July 2010

Paedophile released from jail on licence

TWISTED Cub Scout leader David Hopkins, who was jailed for a 30-year-reign of sex abuse against young boys, has been released from prison.

Hopkins, 72, served just six and a half years of his ten-year stretch.

It is understood he is in halfway-house accommodation near Maidstone, where he was jailed by Judge David Croft at the town’s crown court in 2003.

The pervert was released from Maidstone jail more than four months ago, when he had served two-thirds of his sentence.

He was caged for abusing boys in his care at the 3rd Hawkinge Scout Group in the 1970s and 1980s, although it was clear his offending went back to the 1960s.

Hopkins kept a meticulous record of his child abuse in ledgers and took thousands of photographs of his sick activities.

Much of the abuse – aimed at children from vulnerable single-parent or particularly poor backgrounds – took place in the crumbling cottage in Skeete Road, Lyminge, where he lived alone.

A well-placed police source said “I don’t suppose his many victims will be cheering this news.

“Hopkins is a snake and always will be – the damage he has done in incalculable.”

Detectives were alerted to the abuse in 2003 when a man arrested blamed his criminal history on abuse at the hands of Hopkins.

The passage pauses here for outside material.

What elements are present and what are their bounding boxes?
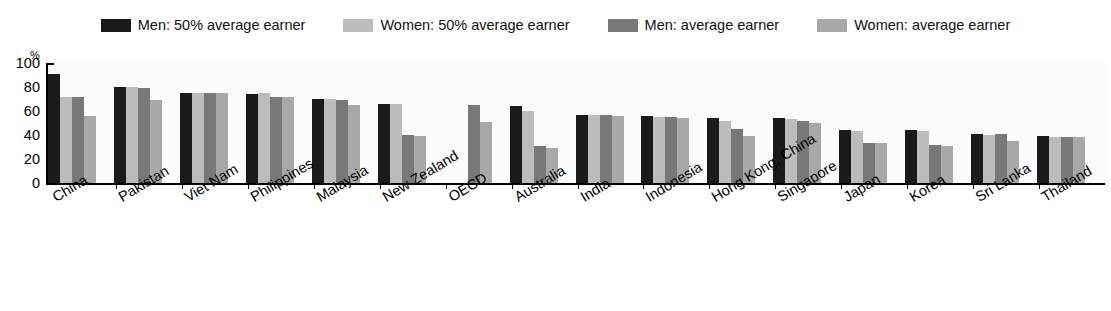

The man said he was not alone.

After a media appeal, other victims came forward, although police are convinced there were many dozens more and possibly tens of thousands of separate offences committed.

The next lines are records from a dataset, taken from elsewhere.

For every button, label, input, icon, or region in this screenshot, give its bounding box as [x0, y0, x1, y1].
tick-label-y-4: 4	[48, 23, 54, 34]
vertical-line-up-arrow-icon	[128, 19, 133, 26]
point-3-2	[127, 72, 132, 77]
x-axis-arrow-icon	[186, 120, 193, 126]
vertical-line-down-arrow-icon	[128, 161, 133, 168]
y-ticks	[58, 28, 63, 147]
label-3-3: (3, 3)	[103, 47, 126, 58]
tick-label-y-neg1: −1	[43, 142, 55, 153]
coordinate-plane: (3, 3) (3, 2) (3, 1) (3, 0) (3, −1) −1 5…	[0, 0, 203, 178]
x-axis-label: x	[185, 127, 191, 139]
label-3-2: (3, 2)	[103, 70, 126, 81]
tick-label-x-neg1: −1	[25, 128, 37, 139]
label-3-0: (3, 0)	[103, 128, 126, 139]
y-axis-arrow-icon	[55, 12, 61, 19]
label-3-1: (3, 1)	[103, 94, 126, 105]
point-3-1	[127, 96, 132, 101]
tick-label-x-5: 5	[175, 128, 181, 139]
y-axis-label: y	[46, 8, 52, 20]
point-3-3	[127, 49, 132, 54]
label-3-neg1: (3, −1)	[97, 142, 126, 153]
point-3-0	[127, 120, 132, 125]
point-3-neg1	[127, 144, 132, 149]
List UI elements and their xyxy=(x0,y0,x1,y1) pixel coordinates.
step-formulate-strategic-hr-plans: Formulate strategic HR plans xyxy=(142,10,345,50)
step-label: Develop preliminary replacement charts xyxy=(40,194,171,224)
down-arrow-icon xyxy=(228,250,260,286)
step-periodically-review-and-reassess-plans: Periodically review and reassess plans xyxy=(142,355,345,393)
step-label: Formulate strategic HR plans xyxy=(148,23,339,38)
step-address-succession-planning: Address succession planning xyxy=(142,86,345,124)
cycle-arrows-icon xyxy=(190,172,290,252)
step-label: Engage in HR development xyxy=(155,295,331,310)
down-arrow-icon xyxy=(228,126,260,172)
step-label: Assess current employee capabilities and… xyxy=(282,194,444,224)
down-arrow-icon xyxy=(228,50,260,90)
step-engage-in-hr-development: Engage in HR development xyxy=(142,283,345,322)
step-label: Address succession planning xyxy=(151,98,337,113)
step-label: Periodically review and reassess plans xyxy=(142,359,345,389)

Chief Superintendent Chris Hogben, who was the Detective Chief Inspector in charge of Operation Weaver, which nailed Hopkins, was unaware the child sex fiend was now at large again.

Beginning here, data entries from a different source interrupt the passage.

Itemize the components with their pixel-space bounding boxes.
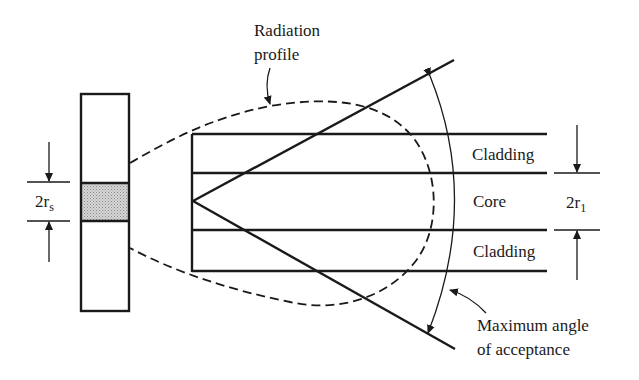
radiation-profile-leader: [267, 68, 270, 104]
core-label: Core: [473, 192, 506, 211]
radiation-profile-curve: [130, 101, 434, 305]
max-angle-label-2: of acceptance: [477, 340, 570, 359]
core-dimension: 2r1: [554, 125, 600, 280]
max-angle-label-1: Maximum angle: [477, 316, 589, 335]
source-emitting-region: [81, 183, 129, 221]
core-dim-subscript: 1: [580, 201, 586, 215]
light-source: [81, 94, 129, 311]
acceptance-cone-lower: [193, 201, 455, 349]
radiation-profile-label-2: profile: [254, 45, 299, 64]
svg-text:2rs: 2rs: [35, 192, 54, 214]
acceptance-angle-arc: [428, 76, 455, 333]
fiber-acceptance-diagram: 2rs 2r1 Radiation profile Cladding Core …: [0, 0, 639, 380]
cladding-bottom-label: Cladding: [473, 242, 536, 261]
radiation-profile-label-1: Radiation: [254, 21, 321, 40]
acceptance-cone-upper: [193, 60, 454, 201]
source-dim-label: 2r: [35, 192, 50, 211]
source-dim-subscript: s: [49, 200, 54, 214]
svg-text:2r1: 2r1: [566, 193, 586, 215]
max-angle-leader: [450, 290, 486, 313]
cladding-top-label: Cladding: [472, 145, 535, 164]
core-dim-label: 2r: [566, 193, 581, 212]
source-dimension: 2rs: [27, 142, 70, 262]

He added: “One the one hand there these were serious offences, but what made it far worse was the breach of trust.

“If you get ten years, serving two-thirds of it is standard. What will happen is that he is going to be subject to the sex offenders management programme that we have in place.”

Because of Hopkins’ age, and the fact that he had not offended for some years before he was convicted, Mr Hogben said he is not the threat he was.